Pakistan president goes to Dubai as split with military widens

Pakistani President Asif Ali Zardari flew to Dubai on a scheduled one-day trip on Thursday, a member of the ruling party and sources said, while tensions grew over a memo seeking U.S. help in preventing a coup by Pakistan's powerful military.

The crisis has raised fears for the stability of Pakistan, a vital but uneasy ally for the United States in its attempt to fight militancy and bring peace to neighbouring Afghanistan.

Relations between Pakistan's civilian government and the military have reached their lowest point since a coup in 1999, reducing the chances that the leadership can take on the country's enormous social and economic challenges.

Military sources say that while they would like Zardari to go, it should be through constitutional means, not another of the coups that have marked Pakistan's almost 65 years of independence.

"There is no talk in the military of a takeover," a mid-level army officer, who requested anonymity because he was not authorized to speak on the matter, told the media.
"I don't foresee a military coup."

The military set a harsher tone on Wednesday, warning of ‘grievous consequences’ after Prime Minister Yusuf Raza Gilani accused the army and spy chiefs of violating the constitution in what has become known as ‘memogate’.

The Supreme Court has also threatened the government with contempt proceedings that could lead to the fall of senior officials including the prime minister if it does not take action on long-standing corruption cases against Zardari.

Gilani engaged in what some analysts called political adventurism by sacking the defense secretary, a post seen usually as the military's main advocate in the civilian bureaucracy.

Gulf-based Pakistani sources said Zardari was making the trip for a medical check-up. "This trip will be for a follow-up medical check-up and then he'll be returning right away," an associate of Zardari said.

However, a senior member of the ruling Pakistan People's Party (PPP) said Zardari had left Pakistan to attend a wedding in Dubai. Zardari maintains a home in Dubai, which serves as a base for his children.

No official confirmation of either story was immediately available.

Whatever the case, the trip will fuel deep uncertainty about the unpopular president's fate.

Familiar fight

For most Pakistanis, the burning issues are crippling power cuts, the fragile economy and poverty, not political intrigue that have at times helped Pakistan earn the title of a failed state.

"There is complete chaos. But our institutions are busy bringing each other down," said Syed Ali, 23, an engineering student in the city of Lahore.

"They should stop all this and do their jobs."

Zardari went to Dubai for medical treatment last month, triggering speculation that a military take-over in the nuclear-armed South Asian nation was imminent. He returned home a couple of weeks later and has remained defiant.

Newspaper editorials were grim, predicting an imminent showdown between the civilian government and a military that is so powerful it sets security and foreign policies.

"The army is facing a critical situation; it does not want a takeover - and it should not - but it is facing insults from the highest political level," said The News in an editorial titled ‘Wrong turn’.

It was referring to Gilani's accusations against the military leadership.

Tension has risen between the civilian government and the military, which has ruled Pakistan for more than half its 64-year history, since a memo emerged last October purportedly seeking U.S. help to stave off a military coup.

Deepening the crisis, Gilani later sacked the country's top military bureaucrat for unspecified ‘gross misconduct and illegal action’.

A senior member of the PPP also warned on Wednesday that both sides appeared to be digging in their heels, although others have played down talk of an imminent showdown.

The military drew rare public criticism after al Qaeda head Osama bin Laden was killed in a unilateral cross-border raid by U.S. special forces troops in a garrison town not far from the Pakistani capital last May.

The memo scandal emerged several months later when a Pakistani-born businessman wrote in a column in the Financial Times about the existence of a memo seeking help from the Pentagon to rein in the military.

Businessman Mansoor Ijaz said a Pakistani diplomat had asked for the memo to be delivered to the Pentagon. He later identified the diplomat as Husain Haqqani, a Zardari ally who was then Pakistan's ambassador in Washington.

Haqqani has denied the allegation but has since resigned in a bid to end the scandal, which has resulted in a judicial commission in Pakistan's Supreme Court.

Zardari could face impeachment proceedings if that commission finds a link between him and the memo.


TASK TO CARRY OUT: Copy out, from the data, each line containing the string "Committed".

INFORMATION SHOWN:
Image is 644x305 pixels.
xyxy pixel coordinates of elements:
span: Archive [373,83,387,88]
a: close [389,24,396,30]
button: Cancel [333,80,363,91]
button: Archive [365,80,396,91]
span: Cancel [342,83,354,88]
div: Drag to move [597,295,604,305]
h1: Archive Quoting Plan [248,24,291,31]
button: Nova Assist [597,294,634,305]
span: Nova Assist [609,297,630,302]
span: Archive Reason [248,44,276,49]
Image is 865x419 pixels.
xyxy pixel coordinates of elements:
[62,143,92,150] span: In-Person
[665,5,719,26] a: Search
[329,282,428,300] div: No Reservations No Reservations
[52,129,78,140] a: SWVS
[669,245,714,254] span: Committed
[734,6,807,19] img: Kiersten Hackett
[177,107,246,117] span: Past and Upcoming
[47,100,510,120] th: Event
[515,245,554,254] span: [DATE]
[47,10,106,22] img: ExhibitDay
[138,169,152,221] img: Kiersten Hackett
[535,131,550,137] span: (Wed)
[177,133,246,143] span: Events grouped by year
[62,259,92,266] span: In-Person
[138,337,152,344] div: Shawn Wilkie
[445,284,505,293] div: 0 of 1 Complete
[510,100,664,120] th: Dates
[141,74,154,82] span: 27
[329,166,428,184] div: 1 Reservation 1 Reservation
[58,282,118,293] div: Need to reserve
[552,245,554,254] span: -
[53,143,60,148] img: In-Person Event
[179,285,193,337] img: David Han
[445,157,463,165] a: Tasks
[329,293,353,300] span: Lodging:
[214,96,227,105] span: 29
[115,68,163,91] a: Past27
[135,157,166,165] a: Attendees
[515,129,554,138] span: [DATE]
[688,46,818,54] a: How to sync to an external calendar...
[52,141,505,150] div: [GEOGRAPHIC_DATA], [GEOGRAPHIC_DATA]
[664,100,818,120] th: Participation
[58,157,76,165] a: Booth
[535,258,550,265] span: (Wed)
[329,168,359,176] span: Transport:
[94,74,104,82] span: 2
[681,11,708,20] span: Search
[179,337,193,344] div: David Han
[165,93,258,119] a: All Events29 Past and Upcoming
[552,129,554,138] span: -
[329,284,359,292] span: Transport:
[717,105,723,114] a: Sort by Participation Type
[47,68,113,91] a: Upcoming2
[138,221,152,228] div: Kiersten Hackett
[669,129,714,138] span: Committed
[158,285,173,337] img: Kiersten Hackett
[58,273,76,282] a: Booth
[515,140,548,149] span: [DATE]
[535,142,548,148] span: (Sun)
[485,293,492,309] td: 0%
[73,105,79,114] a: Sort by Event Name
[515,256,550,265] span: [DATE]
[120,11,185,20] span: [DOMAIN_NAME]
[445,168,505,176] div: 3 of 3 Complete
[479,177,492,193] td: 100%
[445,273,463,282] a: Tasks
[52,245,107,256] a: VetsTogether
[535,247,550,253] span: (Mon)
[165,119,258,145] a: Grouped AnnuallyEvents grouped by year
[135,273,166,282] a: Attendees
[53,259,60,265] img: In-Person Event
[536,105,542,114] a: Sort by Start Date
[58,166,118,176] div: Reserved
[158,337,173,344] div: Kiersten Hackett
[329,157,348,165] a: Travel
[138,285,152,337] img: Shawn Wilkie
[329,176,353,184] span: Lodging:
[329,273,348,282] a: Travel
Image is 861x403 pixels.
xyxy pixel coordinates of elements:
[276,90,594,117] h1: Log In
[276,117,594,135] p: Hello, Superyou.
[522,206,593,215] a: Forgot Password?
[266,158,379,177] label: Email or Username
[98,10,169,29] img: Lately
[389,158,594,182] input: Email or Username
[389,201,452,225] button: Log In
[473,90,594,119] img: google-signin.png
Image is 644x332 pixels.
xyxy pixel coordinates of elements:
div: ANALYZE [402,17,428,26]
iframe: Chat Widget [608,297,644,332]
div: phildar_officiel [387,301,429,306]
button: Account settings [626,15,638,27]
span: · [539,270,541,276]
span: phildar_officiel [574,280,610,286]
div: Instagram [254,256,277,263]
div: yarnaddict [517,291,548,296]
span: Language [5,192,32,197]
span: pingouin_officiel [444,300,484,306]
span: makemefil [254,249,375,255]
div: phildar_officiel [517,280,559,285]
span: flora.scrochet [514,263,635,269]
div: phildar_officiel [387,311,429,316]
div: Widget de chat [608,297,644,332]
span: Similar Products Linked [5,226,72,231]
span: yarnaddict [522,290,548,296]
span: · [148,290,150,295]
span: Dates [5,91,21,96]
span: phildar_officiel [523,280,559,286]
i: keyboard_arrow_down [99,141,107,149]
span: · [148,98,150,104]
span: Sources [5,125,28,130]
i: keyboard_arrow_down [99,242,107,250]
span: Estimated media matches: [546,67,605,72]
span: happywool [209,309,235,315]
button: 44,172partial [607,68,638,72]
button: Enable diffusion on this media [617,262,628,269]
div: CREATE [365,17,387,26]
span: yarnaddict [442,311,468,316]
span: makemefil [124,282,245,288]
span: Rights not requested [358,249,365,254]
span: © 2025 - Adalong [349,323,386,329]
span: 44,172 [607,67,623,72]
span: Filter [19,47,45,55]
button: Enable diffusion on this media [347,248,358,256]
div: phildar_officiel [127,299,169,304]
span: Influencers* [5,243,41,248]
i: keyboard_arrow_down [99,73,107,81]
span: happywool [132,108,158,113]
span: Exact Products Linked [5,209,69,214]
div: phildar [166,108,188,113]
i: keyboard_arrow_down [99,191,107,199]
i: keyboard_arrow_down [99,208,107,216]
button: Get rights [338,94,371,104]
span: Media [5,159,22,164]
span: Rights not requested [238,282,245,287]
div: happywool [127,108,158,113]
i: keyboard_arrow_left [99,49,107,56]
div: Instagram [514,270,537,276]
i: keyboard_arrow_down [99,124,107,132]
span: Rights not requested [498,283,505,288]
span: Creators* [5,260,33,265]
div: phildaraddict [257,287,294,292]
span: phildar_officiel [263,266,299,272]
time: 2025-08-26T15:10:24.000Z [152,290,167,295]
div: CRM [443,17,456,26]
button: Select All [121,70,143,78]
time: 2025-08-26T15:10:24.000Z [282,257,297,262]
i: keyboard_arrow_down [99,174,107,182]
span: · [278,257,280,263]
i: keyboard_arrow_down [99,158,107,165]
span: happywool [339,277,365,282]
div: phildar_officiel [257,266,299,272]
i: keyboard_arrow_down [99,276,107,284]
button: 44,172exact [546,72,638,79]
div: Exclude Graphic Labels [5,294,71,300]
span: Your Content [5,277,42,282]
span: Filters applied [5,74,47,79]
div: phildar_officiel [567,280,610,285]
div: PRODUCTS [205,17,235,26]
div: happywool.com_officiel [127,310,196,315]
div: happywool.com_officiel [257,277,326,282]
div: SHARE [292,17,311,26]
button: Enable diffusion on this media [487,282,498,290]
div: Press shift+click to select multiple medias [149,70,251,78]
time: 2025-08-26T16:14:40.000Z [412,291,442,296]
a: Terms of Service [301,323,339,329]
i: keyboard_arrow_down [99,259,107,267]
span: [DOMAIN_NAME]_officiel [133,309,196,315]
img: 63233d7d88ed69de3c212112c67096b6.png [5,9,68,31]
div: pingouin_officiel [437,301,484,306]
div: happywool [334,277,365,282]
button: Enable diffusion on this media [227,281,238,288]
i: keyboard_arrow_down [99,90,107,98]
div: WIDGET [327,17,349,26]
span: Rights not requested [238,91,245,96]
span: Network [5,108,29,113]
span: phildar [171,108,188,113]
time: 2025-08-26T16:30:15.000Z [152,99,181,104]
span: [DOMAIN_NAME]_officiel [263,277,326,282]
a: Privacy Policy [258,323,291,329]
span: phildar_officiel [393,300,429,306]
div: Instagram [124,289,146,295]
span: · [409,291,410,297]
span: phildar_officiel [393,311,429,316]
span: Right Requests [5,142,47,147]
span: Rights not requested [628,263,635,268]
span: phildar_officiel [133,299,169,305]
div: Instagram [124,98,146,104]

* * *

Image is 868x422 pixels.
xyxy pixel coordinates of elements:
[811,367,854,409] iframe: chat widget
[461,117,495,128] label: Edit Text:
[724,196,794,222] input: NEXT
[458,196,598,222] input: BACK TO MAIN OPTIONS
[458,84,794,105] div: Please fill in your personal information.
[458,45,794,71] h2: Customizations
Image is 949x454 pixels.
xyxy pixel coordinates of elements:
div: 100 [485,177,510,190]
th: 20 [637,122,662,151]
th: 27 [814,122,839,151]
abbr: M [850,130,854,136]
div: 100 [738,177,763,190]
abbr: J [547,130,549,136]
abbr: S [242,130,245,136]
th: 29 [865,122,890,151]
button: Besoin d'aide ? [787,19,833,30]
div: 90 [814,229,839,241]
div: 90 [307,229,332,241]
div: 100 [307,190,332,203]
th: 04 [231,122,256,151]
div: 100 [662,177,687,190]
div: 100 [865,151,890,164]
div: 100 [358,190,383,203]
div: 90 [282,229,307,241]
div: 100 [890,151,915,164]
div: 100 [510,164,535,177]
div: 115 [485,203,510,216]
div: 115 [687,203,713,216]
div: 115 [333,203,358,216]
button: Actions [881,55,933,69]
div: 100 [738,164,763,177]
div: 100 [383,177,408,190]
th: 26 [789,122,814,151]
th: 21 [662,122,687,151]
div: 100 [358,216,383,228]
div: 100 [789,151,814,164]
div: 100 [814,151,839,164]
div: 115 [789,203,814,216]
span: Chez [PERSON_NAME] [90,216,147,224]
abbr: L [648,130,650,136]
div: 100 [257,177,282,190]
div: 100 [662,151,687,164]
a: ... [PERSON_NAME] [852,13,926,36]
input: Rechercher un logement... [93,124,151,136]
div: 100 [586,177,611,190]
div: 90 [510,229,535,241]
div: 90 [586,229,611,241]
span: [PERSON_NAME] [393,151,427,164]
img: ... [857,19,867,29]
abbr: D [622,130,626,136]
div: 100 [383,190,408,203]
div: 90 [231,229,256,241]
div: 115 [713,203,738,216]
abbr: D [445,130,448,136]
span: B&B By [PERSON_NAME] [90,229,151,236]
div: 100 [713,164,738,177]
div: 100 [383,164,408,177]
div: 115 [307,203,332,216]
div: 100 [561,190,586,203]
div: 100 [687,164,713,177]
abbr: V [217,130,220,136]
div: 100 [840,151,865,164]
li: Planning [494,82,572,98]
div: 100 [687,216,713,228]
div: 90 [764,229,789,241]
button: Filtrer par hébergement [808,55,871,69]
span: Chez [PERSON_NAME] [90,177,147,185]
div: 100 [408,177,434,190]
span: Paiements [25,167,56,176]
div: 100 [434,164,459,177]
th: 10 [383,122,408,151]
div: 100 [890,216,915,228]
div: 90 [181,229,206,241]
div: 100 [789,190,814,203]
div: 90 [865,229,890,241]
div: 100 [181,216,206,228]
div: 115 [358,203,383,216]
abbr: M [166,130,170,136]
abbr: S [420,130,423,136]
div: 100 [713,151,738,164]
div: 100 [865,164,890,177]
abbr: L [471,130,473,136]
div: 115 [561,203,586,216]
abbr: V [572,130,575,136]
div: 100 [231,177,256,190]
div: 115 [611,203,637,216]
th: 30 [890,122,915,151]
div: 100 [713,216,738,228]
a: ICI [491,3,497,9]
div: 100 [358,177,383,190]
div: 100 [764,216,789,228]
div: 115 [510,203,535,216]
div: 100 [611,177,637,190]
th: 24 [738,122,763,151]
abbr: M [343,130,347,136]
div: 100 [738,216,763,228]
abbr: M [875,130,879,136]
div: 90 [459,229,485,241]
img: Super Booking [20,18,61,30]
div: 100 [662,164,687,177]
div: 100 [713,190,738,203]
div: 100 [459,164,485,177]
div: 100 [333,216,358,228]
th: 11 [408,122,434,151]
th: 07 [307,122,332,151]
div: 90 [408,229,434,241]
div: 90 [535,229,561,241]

OUTPUT FOR THIS EXERCISE:
[669,245,714,254] span: Committed
[669,129,714,138] span: Committed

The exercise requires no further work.